Overshooting at low Péclet number

Aug 15, 2022 09:53 · 357 words · 2 minute read astronomy science research

I sometimes have research ideas that I think are cool, but that don’t make sense for me to pursue. I generally just make a note of them and move on. This is the 25th post in a series describing some of the ideas I’ve accumulated. This idea is based on discussions and calculations with Matteo Cantiello, Daniel Lecoanet, Evan Anders, Eoin Farrell, Yan-Fei Jiang, Lars Bildsten, and Will Schultz.

Overshooting at low Péclet number

What’s the idea?

Convection zones are often bounded on one side or the other by a stably stratified layer. Usually this stable stratification prevent much mixing/turbulence from developing, so that the only signatures of the convection that propagate through the stable layer are waves.

At low Péclet number, however, the thermal diffusivity is large so plumes of material moving through the stable layer rapidly equilibrate to the entropy of their surroundings. This reduces the buoyant stabilization force, allowing material to move more freely through the stable layer.

Why is this important?

Many stars have stably stratified layers above convection zones, particularly in massive stars with subsurface convection zones. In these stars, any motion we see at the surface must have propagated through a low-Péclet stable layer first, so understanding that propagation matters for connecting theories of convection with observations of e.g. surface motion.

How can I get started?

I think this problem really requires simulations. The intuition here is that at zero Péclet number the inviscid equations do not support waves (e.g. there is no linearized limit). It follows that nonlinearities matter, and that suggests performing numerical simulations.

The setup I’d suggest is:

  • Input a random forcing at the bottom of a stably stratified domain with low Péclet number.
    • The precise forcing shouldn’t matter. I’d just make sure there’s some power at all horizontal wavevectors.
  • This problem matters the most in stellar envelopes, so a Cartesian box geometry is fine.
  • Radiation transport may matter in very massive stars, but for a start I’d ignore that.

The outputs of interest are:

  • How the kinetic energy and spectrum vary as a function of height in the domain.
    • How (if at all) density stratification affects these.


● Task statement:
Retype each line of the data below exactly, beginning with the first and ending with the one that contains "Image is 621x303 pixels.". Pictures do not belong in the copy.

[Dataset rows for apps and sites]
/---
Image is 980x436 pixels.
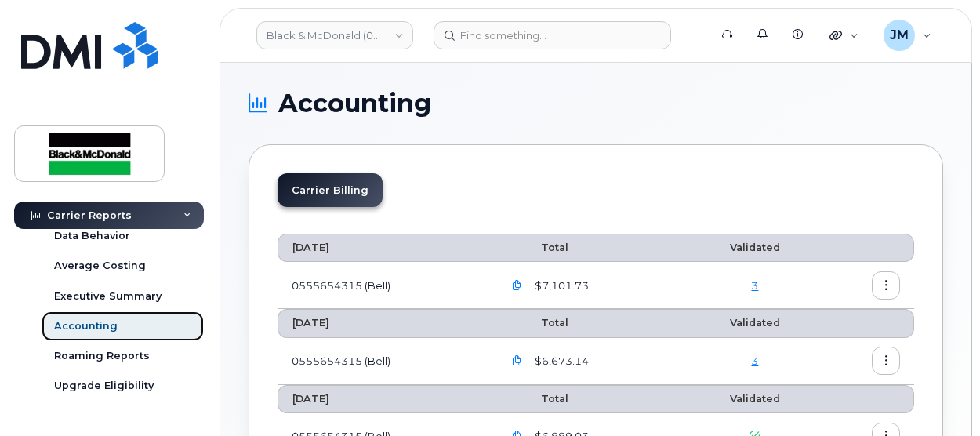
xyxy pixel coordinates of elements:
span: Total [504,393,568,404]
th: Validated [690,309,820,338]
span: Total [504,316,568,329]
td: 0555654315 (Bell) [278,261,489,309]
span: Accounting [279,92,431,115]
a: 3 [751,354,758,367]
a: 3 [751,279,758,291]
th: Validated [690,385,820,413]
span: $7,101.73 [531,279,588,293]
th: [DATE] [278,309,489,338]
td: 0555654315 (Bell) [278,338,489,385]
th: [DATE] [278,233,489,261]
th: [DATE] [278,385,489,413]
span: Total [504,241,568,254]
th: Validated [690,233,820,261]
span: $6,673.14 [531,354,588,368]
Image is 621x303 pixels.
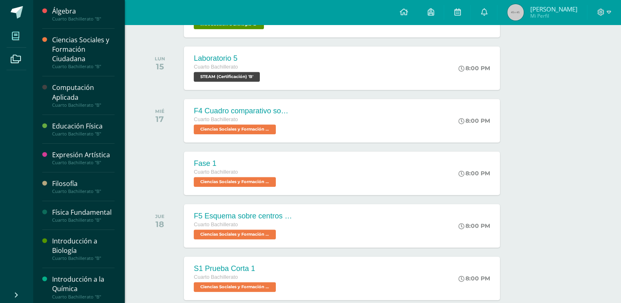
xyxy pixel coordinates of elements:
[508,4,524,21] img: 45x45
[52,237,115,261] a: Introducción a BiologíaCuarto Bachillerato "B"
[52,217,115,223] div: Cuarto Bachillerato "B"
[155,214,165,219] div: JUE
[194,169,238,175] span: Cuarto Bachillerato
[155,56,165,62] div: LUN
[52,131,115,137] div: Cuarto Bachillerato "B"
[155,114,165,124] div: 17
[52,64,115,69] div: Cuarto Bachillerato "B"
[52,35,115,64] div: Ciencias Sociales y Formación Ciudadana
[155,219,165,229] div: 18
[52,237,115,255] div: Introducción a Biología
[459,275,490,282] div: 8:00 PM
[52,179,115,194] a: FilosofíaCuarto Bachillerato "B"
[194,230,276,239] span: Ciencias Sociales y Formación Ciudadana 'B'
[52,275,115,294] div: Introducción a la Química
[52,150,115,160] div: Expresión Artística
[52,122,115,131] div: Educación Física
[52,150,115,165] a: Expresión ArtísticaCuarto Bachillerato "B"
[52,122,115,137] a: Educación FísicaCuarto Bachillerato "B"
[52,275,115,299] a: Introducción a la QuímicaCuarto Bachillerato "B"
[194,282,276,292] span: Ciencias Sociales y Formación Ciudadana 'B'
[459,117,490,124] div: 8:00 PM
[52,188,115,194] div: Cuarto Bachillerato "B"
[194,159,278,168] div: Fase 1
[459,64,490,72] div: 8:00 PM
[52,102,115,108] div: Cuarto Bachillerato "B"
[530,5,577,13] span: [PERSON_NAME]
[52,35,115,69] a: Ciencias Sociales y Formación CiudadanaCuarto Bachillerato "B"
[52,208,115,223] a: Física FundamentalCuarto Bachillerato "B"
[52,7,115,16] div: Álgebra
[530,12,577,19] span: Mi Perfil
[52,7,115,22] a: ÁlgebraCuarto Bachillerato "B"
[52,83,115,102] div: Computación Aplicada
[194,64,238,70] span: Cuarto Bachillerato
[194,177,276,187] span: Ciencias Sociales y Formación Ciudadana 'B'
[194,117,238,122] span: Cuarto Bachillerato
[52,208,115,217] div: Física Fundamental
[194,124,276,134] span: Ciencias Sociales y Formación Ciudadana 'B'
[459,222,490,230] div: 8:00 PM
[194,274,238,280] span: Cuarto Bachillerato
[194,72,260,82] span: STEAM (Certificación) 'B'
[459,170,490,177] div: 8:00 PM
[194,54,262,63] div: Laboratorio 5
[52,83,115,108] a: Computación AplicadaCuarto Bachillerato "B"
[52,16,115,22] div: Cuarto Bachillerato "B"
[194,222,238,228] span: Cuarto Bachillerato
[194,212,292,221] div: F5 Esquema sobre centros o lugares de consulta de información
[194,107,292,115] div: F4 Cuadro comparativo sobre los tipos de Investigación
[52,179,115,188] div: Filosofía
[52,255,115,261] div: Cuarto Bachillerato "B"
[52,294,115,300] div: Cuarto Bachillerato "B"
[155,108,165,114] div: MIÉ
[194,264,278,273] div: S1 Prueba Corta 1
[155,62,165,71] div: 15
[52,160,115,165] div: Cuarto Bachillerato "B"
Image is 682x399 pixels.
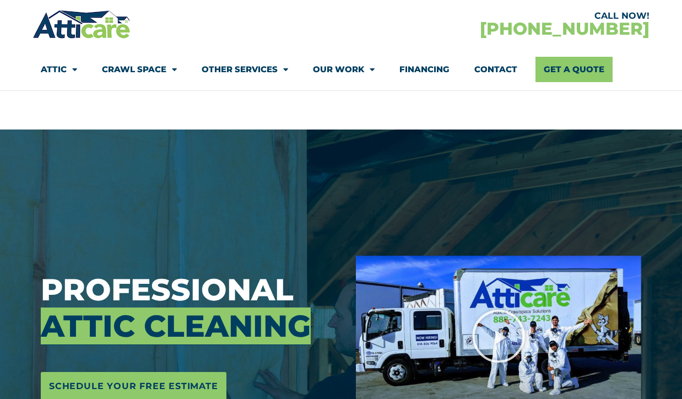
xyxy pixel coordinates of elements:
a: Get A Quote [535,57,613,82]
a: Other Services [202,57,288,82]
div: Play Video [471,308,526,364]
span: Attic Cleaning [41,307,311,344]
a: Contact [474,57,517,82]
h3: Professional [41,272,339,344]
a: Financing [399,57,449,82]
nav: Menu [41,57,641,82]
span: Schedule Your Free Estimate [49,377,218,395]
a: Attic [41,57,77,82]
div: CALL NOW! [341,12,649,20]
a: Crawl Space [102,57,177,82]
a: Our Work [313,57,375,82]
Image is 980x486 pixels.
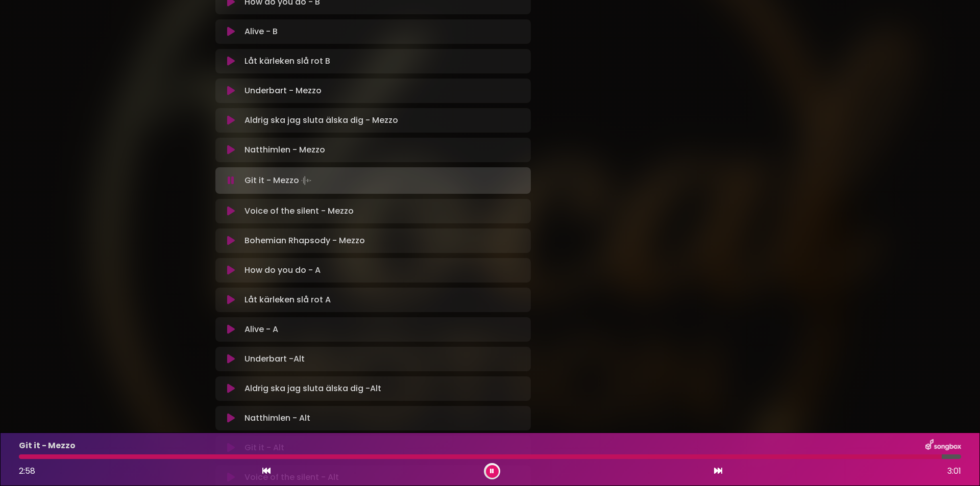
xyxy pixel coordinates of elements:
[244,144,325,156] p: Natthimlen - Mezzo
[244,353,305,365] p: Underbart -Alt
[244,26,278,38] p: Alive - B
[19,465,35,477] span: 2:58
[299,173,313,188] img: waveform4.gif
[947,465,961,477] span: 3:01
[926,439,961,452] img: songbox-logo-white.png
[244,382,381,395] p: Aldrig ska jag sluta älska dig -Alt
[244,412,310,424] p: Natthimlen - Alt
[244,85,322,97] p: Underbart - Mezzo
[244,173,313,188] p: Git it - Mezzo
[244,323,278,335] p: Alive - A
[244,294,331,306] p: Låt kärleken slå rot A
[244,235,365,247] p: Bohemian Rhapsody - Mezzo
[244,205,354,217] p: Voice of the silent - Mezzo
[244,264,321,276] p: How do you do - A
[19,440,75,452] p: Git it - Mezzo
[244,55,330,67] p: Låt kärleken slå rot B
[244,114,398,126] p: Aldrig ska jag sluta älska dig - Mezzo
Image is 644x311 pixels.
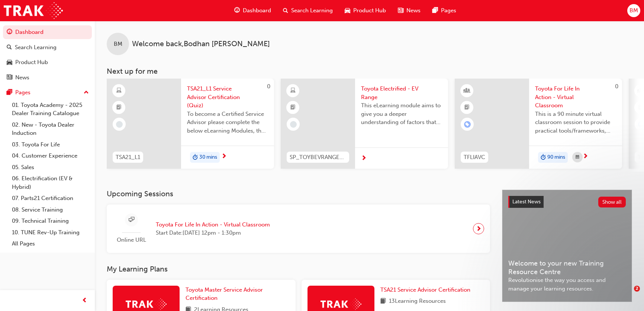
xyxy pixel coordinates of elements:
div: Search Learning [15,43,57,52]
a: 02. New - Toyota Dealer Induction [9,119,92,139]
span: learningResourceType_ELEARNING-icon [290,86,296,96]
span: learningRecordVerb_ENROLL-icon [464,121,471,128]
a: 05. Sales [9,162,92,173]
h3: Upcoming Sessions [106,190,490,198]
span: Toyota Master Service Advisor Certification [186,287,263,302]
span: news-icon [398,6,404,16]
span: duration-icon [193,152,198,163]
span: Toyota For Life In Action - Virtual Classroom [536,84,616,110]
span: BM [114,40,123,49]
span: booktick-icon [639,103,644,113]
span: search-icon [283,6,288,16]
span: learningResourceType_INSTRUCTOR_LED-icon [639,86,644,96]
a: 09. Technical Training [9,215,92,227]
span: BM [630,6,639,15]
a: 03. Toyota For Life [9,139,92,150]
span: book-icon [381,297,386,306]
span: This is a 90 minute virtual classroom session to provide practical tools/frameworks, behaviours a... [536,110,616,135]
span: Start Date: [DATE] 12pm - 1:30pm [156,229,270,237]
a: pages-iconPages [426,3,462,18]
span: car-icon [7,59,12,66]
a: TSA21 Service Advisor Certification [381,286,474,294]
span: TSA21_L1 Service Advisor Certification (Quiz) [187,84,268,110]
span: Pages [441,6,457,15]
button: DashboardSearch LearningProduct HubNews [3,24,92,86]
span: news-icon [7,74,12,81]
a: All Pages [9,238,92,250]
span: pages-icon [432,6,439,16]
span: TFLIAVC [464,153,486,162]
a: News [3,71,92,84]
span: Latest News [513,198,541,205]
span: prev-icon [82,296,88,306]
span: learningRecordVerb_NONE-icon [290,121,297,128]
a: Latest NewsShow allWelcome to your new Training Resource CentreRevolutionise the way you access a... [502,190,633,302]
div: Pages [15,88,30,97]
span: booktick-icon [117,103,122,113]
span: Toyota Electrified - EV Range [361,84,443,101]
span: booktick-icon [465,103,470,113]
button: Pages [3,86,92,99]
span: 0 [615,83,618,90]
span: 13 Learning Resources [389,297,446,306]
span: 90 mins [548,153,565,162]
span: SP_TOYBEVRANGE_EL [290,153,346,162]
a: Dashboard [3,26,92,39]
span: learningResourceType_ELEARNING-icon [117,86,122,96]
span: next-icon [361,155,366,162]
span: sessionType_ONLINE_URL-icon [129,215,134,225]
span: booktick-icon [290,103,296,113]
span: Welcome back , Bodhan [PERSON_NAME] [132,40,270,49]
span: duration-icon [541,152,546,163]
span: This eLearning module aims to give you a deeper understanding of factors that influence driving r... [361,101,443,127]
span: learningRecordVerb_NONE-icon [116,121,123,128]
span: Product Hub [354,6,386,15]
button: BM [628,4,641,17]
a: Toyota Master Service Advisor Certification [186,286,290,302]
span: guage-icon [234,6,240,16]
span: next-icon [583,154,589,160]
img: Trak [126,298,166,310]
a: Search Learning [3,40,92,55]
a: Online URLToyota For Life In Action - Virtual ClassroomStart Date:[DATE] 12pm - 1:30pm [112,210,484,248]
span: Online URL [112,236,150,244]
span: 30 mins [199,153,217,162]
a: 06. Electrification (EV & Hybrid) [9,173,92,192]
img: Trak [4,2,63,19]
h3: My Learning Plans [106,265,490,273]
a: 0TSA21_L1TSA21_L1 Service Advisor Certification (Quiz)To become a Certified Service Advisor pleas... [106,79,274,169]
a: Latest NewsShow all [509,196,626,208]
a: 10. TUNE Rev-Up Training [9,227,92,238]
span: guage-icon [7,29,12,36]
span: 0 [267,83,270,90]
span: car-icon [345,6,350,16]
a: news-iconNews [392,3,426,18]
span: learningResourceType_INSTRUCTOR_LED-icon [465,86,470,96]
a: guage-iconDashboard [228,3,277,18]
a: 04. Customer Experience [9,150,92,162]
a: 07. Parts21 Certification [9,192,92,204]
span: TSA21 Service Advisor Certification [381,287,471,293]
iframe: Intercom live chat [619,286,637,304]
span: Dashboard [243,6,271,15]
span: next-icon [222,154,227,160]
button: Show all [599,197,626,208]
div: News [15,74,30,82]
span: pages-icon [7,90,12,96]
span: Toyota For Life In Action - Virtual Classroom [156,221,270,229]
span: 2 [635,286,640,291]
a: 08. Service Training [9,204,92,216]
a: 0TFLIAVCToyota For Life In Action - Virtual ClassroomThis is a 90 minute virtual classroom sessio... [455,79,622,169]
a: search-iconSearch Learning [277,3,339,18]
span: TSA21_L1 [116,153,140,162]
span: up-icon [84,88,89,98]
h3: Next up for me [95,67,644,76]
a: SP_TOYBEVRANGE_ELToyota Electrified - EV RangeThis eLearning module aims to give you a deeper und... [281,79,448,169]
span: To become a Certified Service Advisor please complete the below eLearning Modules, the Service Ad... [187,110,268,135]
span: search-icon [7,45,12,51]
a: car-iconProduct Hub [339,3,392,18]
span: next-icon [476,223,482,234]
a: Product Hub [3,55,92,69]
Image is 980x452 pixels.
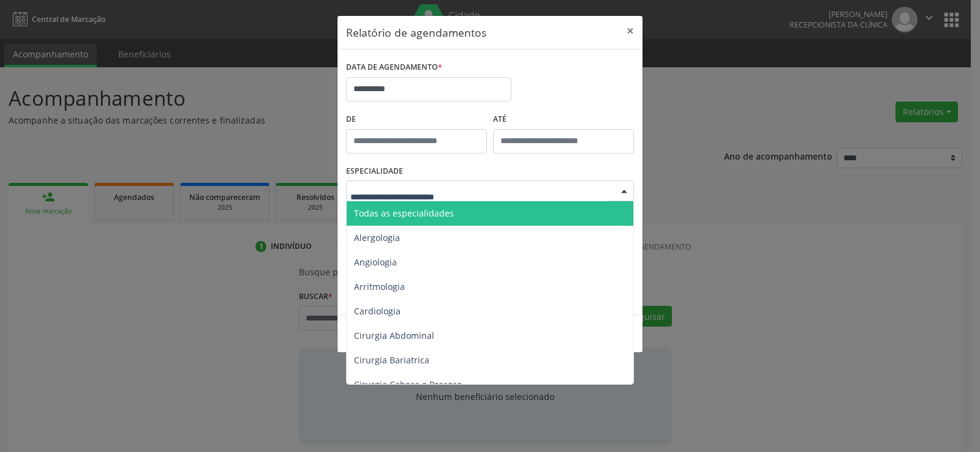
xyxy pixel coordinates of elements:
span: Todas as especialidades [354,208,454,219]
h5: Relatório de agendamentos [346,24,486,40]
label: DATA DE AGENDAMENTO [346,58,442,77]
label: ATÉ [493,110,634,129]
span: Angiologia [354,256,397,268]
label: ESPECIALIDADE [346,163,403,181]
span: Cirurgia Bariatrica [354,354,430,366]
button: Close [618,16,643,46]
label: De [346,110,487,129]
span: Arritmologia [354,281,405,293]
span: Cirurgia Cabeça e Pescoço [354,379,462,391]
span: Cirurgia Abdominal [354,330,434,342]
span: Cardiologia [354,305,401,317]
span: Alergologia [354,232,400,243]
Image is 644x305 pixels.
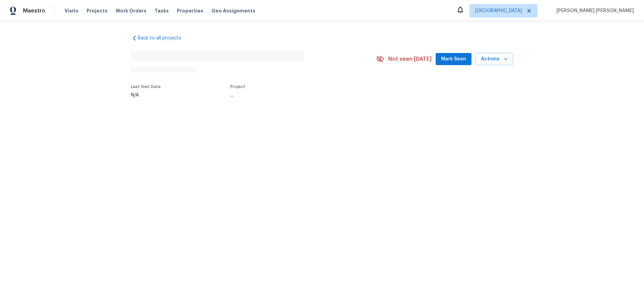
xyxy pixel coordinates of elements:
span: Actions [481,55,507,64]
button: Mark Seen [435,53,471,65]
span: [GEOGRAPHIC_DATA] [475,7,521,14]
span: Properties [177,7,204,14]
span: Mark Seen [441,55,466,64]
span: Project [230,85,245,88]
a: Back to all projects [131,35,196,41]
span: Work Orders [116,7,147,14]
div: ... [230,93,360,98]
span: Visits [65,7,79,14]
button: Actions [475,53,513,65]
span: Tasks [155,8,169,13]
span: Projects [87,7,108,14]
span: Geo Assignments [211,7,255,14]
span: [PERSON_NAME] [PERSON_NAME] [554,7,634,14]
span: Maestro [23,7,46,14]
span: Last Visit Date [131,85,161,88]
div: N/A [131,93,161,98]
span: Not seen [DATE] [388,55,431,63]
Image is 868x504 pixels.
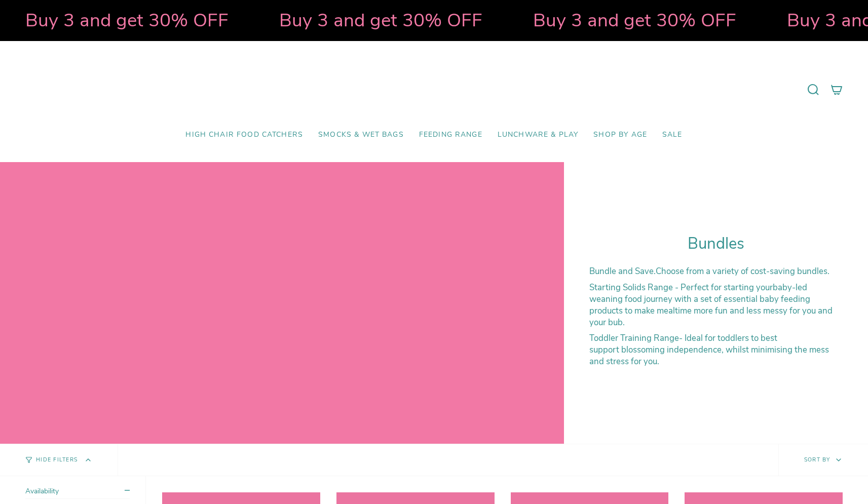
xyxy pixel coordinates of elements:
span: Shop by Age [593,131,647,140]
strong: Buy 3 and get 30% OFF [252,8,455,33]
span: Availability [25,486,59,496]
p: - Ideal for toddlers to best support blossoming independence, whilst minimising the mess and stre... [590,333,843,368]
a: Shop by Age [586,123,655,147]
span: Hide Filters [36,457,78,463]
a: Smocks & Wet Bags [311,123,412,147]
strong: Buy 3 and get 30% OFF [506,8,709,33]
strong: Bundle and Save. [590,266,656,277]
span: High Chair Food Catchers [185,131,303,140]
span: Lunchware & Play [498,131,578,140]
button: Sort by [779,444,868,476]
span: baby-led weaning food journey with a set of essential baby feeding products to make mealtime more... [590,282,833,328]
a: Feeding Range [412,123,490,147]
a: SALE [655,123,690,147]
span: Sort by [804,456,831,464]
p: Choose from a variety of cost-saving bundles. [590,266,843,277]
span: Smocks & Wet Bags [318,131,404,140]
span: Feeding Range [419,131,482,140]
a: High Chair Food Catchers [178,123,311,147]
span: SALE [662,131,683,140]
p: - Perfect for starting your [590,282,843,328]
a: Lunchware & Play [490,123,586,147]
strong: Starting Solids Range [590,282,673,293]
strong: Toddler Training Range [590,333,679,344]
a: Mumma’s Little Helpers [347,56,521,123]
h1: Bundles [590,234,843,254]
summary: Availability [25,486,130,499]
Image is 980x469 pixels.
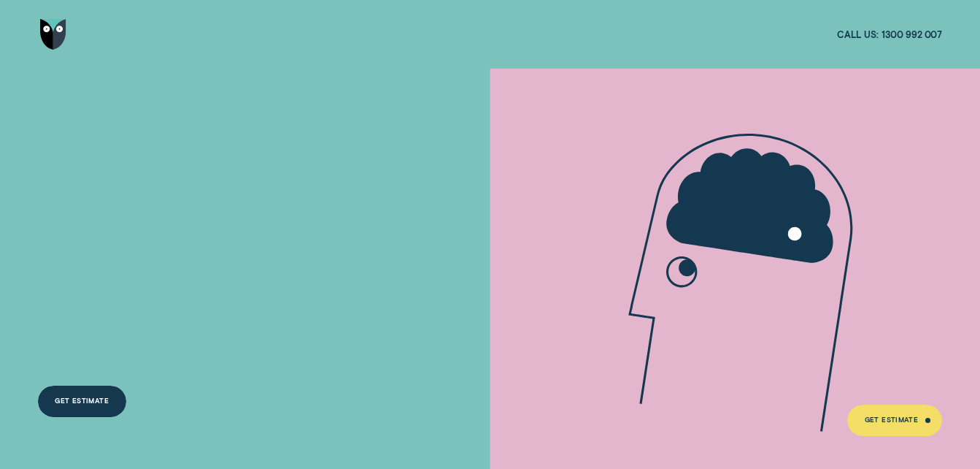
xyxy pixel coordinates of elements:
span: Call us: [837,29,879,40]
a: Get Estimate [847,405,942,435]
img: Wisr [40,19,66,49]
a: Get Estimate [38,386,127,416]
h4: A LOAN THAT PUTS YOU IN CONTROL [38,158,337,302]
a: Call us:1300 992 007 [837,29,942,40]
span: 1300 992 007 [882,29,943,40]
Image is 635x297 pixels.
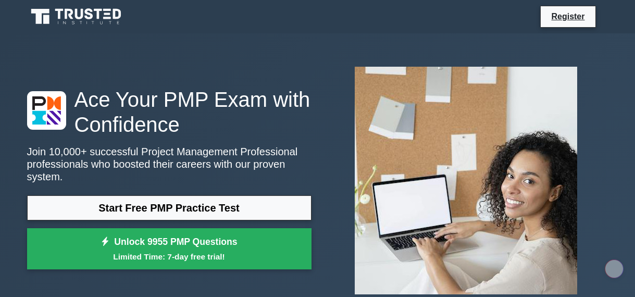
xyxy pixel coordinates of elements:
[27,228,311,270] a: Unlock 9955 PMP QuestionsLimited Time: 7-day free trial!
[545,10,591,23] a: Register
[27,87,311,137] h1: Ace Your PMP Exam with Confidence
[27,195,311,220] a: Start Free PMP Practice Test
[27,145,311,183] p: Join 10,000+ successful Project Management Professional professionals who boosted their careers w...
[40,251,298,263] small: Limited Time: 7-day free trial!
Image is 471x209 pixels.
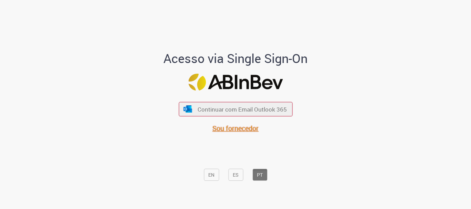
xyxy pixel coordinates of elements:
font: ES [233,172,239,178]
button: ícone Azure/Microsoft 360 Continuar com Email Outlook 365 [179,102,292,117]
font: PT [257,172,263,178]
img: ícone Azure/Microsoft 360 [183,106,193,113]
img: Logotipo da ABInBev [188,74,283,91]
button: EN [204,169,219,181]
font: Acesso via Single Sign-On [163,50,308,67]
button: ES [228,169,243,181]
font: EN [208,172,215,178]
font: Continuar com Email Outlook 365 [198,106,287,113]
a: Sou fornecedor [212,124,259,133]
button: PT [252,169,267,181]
\---
● Solution:
Image is 980x436 pixels.
xyxy pixel coordinates of elements:
span: Total [504,393,568,404]
th: Validated [690,309,820,338]
span: Total [504,316,568,329]
td: 0555654315 (Bell) [278,261,489,309]
span: Accounting [279,92,431,115]
a: 3 [751,354,758,367]
a: 3 [751,279,758,291]
th: Validated [690,385,820,413]
span: $7,101.73 [531,279,588,293]
th: [DATE] [278,309,489,338]
td: 0555654315 (Bell) [278,338,489,385]
th: [DATE] [278,233,489,261]
th: [DATE] [278,385,489,413]
span: Total [504,241,568,254]
th: Validated [690,233,820,261]
span: $6,673.14 [531,354,588,368]
Image is 621x303 pixels.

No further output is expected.